San Diego schools chief Terry Grier has a few words to say about his district’s failure to fully embrace reform. Not that he wants to “bash” anyone, mind you.
It’s just that the school board and teachers union have made mistakes, as the short-timer tells us in this weekend’s Q&A.
So why is Grier moving on to Texas? Houston kept calling and calling, he says, and people told him he’d be a better fit there. “The philosophical match, I think, was big,” Grier says, adding that “it’s not about money.”
One thing that definitely is about money: the proposed convention center expansion.
Earlier this week, the mayor’s task force on the project released a draft report, which criticizes a Texas professor who’s a leading critic of convention-center expansion.
Yesterday, the professor said he’s been “thoroughly mischaracterized.” A convention center spokesman, in turn, called him a “whack job.”
Don’t you love classy civic discourse?
Elsewhere, a Mississippi newspaper reports San Diego is getting a visit this weekend by former FEMA director Michael Brown, thought by many to epitomize the botched response to Hurricane Katrina.
Brown will speak a meeting of hazardous materials experts, where an official expects “yelling and screaming.” The appearance will garner him $10,000 whether he does a “heckuva job” or not.
A final note before we move on to the week’s highlights. The death of Senator Ted Kennedy, whose funeral will be held today, made me wonder about the three most famous Kennedy brothers and their relationship to America’s Finest City.
They didn’t call San Diego their “Lucky City” — that was their nemesis Richard Nixon — but they did spend time in our town.
JFK made at least one campaign stop here in 1960, calling San Diego crucial to “the building of American strength and American force and American vitality.”
Robert and Ted appeared at a local party on JFK’s behalf. One attendee, a teenager who’d made an impression by canvassing in conservative North County, recalled that “there wasn’t any question about who the boss was.”
Ted, “the extreme baby brother,” clearly had no “clout.”
JFK returned three years later to give the commencement at San Diego State College (now SDSU), where he said “no country can possibly move ahead, no free society can possibly be sustained, unless it has an educated citizenry.”
RFK made the most dramatic Kennedy visit during a campaign swing the day before he won the California Democratic primary in 1968. He rode through Logan Heights to chants of “Bobby! Bobby!” that evening and nearly collapsed during a speech at downtown’s El Cortez Hotel.
According to biographer Evan Thomas, RFK stopped speaking and sat on the stage with his head in his hands before being rushed to a restroom. But he returned to finish the speech with a familiar line.
RFK carried on and made it to L.A. — and catastrophe — on Election Day.
The Coffee Collection:
Hands Across the Border: You don’t need to yell to make yourself heard by people on the other side. We have a follow-up too, on the challenges of bilingual sign language.
Asked and Answered: You’ve wondered about the case for and against a convention center expansion. We’ve got what you need to know.
Quote of the week: “We need to set priorities and vision. There is none of this, obviously.” — Columnist Scott Lewis on the failure of San Diego leadership.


- _WORK ORDER_
Please return every line in the entries below with the word "series" in it.

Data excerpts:
--------------------------------

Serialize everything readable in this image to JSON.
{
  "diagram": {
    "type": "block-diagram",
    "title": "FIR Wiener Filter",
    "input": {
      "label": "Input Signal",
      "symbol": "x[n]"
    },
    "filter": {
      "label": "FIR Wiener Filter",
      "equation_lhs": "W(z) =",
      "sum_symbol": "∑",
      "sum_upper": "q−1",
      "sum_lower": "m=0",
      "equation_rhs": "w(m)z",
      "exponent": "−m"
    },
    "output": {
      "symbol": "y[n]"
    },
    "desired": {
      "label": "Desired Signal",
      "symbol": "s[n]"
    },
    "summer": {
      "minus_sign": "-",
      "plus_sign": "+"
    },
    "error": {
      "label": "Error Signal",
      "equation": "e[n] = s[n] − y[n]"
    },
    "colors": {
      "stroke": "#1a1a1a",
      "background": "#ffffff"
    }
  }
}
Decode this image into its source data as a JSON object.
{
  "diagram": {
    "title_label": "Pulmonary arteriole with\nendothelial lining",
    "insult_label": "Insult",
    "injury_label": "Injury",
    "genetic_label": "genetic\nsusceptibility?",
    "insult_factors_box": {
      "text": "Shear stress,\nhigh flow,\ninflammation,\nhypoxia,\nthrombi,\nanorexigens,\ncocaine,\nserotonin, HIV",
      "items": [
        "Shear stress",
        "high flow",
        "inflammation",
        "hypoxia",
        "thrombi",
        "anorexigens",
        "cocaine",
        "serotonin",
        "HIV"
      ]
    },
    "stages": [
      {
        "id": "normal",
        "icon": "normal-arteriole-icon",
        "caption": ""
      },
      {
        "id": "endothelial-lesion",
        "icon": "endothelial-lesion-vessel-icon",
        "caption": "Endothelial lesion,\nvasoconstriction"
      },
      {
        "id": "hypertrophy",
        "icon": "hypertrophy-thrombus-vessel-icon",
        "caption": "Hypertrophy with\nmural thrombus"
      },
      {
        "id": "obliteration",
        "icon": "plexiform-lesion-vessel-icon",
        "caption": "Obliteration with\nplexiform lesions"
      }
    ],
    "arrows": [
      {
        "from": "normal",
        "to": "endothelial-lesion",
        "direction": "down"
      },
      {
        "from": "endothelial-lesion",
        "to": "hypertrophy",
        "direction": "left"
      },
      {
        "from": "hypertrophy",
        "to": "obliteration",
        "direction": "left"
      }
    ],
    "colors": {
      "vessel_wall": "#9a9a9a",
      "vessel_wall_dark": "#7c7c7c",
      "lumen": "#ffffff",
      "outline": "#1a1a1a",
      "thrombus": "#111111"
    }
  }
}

--------------------------------

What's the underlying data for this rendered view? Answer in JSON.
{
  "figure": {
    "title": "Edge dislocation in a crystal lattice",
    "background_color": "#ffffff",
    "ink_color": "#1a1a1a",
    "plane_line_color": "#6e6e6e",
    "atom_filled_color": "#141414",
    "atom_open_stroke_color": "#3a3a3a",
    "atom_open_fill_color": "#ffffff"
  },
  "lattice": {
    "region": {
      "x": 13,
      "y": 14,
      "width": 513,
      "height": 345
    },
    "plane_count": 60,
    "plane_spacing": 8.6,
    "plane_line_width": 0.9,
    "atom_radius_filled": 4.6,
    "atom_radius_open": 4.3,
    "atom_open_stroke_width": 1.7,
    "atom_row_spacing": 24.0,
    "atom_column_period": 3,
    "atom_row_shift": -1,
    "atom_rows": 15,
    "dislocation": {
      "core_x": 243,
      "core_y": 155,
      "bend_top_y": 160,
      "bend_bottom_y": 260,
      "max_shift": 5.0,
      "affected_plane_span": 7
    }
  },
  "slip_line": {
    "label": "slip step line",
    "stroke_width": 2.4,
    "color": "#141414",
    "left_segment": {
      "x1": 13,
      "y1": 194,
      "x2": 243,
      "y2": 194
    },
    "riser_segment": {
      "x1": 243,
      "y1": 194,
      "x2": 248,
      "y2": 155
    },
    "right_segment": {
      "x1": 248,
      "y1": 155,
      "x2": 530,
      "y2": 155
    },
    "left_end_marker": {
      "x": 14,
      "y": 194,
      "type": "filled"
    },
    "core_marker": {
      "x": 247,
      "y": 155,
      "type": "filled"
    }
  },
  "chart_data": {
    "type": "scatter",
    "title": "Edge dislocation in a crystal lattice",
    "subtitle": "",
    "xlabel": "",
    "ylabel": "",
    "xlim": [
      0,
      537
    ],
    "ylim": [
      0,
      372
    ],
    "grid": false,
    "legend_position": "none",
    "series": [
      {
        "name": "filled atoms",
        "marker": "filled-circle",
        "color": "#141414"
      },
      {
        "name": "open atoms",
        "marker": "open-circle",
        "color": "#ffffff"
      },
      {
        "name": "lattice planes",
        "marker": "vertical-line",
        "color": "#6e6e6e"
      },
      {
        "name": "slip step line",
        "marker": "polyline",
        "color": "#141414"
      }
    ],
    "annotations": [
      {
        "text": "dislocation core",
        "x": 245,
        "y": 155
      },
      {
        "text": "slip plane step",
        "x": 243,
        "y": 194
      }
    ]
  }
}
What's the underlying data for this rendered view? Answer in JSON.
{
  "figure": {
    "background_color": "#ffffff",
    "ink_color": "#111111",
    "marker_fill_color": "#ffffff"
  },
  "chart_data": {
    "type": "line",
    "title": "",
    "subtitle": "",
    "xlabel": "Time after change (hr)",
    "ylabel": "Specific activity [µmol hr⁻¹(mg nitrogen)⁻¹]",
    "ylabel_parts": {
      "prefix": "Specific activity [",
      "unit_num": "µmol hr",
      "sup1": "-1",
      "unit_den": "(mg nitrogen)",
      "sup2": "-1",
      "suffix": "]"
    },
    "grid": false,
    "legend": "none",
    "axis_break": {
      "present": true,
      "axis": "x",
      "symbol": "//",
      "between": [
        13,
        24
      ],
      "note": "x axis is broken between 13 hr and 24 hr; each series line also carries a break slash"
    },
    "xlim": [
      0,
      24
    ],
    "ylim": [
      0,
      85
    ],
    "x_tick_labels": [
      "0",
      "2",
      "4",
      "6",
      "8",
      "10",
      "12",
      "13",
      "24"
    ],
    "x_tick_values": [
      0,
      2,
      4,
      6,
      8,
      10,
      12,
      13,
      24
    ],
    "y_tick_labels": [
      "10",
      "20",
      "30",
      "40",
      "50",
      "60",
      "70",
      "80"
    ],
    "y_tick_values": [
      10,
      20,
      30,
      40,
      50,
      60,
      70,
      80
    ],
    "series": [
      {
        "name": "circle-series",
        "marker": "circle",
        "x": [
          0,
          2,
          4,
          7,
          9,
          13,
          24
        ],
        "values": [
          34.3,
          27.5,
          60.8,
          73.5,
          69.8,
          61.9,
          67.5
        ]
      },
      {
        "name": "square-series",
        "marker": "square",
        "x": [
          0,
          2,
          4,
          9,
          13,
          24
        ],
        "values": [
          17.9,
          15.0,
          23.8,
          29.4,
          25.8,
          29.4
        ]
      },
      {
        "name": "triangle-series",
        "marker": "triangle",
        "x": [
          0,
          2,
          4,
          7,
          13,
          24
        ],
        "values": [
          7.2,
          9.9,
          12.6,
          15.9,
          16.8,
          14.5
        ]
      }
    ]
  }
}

--------------------------------

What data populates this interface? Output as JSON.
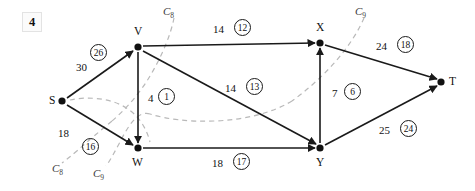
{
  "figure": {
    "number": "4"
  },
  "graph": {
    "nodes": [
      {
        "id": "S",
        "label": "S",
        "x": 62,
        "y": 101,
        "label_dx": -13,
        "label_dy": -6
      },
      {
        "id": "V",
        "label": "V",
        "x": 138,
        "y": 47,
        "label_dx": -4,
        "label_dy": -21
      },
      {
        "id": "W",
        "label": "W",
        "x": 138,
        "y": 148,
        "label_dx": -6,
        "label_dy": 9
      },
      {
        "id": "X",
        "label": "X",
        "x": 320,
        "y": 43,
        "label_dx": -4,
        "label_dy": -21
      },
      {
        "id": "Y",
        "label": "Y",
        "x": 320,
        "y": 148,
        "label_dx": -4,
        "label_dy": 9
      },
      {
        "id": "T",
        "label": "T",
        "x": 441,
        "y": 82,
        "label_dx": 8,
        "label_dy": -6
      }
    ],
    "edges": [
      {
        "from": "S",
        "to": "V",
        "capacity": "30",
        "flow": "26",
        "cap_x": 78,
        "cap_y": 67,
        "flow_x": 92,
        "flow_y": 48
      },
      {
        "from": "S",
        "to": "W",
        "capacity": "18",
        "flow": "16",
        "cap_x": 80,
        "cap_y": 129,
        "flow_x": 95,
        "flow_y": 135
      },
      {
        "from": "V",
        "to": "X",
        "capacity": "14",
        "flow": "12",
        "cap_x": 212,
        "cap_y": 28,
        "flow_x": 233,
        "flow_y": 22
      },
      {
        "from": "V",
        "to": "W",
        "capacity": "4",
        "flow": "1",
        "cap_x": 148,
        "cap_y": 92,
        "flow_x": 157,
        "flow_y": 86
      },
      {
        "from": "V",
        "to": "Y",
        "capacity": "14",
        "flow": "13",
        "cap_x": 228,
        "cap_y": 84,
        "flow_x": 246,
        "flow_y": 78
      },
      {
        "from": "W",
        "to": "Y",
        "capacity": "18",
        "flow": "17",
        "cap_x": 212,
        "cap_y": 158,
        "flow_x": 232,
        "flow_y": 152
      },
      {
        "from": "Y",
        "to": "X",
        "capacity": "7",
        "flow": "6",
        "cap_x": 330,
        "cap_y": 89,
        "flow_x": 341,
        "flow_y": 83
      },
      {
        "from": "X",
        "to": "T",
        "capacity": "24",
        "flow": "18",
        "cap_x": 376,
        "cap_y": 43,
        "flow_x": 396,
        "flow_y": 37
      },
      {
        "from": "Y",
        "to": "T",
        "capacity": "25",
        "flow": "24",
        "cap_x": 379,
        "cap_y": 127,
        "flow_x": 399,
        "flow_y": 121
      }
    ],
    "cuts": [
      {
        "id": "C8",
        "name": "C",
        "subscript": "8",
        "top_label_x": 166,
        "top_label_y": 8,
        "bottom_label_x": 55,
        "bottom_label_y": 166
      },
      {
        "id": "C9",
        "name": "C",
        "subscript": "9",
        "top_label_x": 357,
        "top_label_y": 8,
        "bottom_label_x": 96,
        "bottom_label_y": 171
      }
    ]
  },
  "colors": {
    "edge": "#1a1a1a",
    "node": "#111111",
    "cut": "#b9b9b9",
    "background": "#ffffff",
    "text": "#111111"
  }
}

--------------------------------

- _RESPONSE AREA_
    "series": [
      "note": "x axis is broken between 13 hr and 24 hr; each series line also carries a break slash"
    "series": [
        "name": "circle-series",
        "name": "square-series",
        "name": "triangle-series",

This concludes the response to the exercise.